Khorshid inclined his head, and the staff that had moments ago been in his hand crept across the back of Zayne’s neck. “I don’t think the other kingdoms would think too highly of me if I killed you and took your throne.”

“I see that now. What should we do?” Zayne smiled and for a moment, my heart jumped into my throat. Had Khorshid destroyed the griffin charm? Was Zayne under his spell once more?

Khorshid lifted his snake and poised it in front of Zayne’s face. “Pledge yourself to me.”

Zayne stared at the snake.

“Zayne, don’t,” I pleaded, finally finding my voice. “You know how to stop him!” I had to believe that some part of my spell would come true.

Zane reached out and stroked the head of the serpent. “I have a feeling you’ve been under the control of this human for a long while. Perhaps years. I can’t imagine being split in two.”
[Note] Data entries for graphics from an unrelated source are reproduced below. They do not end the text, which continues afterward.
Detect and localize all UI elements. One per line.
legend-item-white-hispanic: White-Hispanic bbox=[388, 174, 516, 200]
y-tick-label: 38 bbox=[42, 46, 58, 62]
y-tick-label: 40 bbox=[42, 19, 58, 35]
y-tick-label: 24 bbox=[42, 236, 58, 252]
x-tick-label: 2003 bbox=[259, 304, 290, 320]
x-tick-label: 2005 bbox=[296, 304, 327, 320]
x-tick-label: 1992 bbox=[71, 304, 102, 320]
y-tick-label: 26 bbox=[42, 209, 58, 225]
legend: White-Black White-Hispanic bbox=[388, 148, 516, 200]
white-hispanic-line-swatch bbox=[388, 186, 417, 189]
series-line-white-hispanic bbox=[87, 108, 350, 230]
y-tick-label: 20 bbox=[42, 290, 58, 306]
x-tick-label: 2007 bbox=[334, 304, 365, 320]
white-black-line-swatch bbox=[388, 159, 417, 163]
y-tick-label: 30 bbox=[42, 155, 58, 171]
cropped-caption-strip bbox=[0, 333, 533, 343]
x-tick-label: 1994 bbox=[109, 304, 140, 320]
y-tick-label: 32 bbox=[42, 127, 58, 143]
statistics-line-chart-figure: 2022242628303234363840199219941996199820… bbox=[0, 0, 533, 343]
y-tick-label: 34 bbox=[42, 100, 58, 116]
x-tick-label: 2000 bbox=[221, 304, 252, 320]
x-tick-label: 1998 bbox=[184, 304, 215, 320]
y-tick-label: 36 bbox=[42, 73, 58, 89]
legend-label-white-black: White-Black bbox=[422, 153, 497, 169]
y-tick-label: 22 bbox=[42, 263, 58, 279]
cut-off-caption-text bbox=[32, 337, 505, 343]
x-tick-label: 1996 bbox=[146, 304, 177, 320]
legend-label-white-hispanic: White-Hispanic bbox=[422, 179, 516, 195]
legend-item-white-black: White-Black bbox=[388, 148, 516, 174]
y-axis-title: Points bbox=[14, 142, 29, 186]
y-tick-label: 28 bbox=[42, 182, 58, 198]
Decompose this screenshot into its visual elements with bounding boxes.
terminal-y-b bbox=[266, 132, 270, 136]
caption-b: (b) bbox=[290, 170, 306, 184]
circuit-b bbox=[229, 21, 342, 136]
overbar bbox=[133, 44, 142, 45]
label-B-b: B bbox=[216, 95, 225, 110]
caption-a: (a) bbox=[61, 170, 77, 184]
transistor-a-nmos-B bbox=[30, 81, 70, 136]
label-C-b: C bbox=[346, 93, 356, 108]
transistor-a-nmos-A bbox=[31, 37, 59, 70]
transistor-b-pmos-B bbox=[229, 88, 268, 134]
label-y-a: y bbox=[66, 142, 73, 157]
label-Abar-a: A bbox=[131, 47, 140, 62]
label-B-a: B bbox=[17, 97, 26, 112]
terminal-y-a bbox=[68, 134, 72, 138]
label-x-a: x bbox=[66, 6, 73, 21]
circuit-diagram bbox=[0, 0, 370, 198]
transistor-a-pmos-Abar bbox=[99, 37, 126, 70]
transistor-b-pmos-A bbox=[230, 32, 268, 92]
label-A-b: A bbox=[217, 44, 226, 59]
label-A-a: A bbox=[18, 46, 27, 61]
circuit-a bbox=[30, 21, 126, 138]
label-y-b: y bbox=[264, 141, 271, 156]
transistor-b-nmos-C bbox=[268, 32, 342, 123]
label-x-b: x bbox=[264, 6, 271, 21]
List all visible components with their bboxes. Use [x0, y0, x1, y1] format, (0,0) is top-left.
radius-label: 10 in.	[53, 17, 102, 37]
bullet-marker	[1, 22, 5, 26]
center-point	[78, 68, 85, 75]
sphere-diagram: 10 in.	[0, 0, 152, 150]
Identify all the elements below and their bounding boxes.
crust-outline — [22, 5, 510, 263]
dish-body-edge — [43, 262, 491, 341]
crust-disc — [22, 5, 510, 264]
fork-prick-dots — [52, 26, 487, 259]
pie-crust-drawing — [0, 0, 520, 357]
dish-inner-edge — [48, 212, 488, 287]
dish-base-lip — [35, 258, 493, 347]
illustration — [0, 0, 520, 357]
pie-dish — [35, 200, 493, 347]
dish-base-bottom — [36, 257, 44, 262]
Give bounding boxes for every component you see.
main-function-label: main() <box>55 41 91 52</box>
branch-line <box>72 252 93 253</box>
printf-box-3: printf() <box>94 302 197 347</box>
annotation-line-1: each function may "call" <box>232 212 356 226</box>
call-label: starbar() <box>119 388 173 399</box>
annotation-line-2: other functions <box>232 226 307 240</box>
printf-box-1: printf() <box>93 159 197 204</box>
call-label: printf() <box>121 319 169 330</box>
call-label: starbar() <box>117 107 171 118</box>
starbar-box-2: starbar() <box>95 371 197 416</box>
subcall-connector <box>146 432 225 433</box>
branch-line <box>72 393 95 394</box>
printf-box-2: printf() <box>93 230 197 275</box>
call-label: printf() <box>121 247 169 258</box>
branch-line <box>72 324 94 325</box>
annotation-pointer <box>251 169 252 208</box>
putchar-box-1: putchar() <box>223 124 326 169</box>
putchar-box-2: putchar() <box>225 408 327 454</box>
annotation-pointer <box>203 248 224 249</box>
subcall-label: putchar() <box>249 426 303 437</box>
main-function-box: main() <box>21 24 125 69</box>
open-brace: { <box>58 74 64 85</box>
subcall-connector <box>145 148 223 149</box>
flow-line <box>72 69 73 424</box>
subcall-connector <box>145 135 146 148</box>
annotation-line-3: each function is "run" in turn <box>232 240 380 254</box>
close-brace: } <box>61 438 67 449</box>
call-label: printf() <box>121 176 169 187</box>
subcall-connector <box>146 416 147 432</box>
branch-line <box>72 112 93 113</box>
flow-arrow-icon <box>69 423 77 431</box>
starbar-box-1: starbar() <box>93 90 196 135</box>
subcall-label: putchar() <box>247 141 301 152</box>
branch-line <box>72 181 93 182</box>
Father’s brows dipped, but Zayne lifted his gaze and looked over Khorshid’s shoulder to the ifrit standing near the wall. It hadn’t moved during the confrontation.

“That’s what he did, didn’t he? Bound you to this snake somehow? I imagine if you are powerful enough to be used to kill the women I married, you have some strength within yourself to fight the man who bound you. You’re no lowly ifrit. You’re a shaytan, one of the strongest of demons.”

Khorshid pulled the snake away and moved to grab on to Zayne, but he stepped aside quickly.

“You’re stronger than he is. Fight him!”

“How dare you!” Khorshid shouted. “Kill the sultan!” Red magic swirled around the snake, returning it to a staff, but the ifrit looked from Zayne to Khorshid as the same red magic swirled around it.

Khorshid’s lip twitched. “How dare you!” He growled at Zayne, and then swung his staff.

Zayne caught the blow in his hand. “You might have been a father figure to me, but I cannot tolerate a murderer in my palace or my kingdom.”

“Then you shall die too.” He looked at the ifrit and red magic glowed around him once again. Power radiated from him and I felt cold inside my heart. “I command you to kill Sultan Zayne. You must do as I command until your bond is broken.”

The ifrit lifted its shoulders and charged.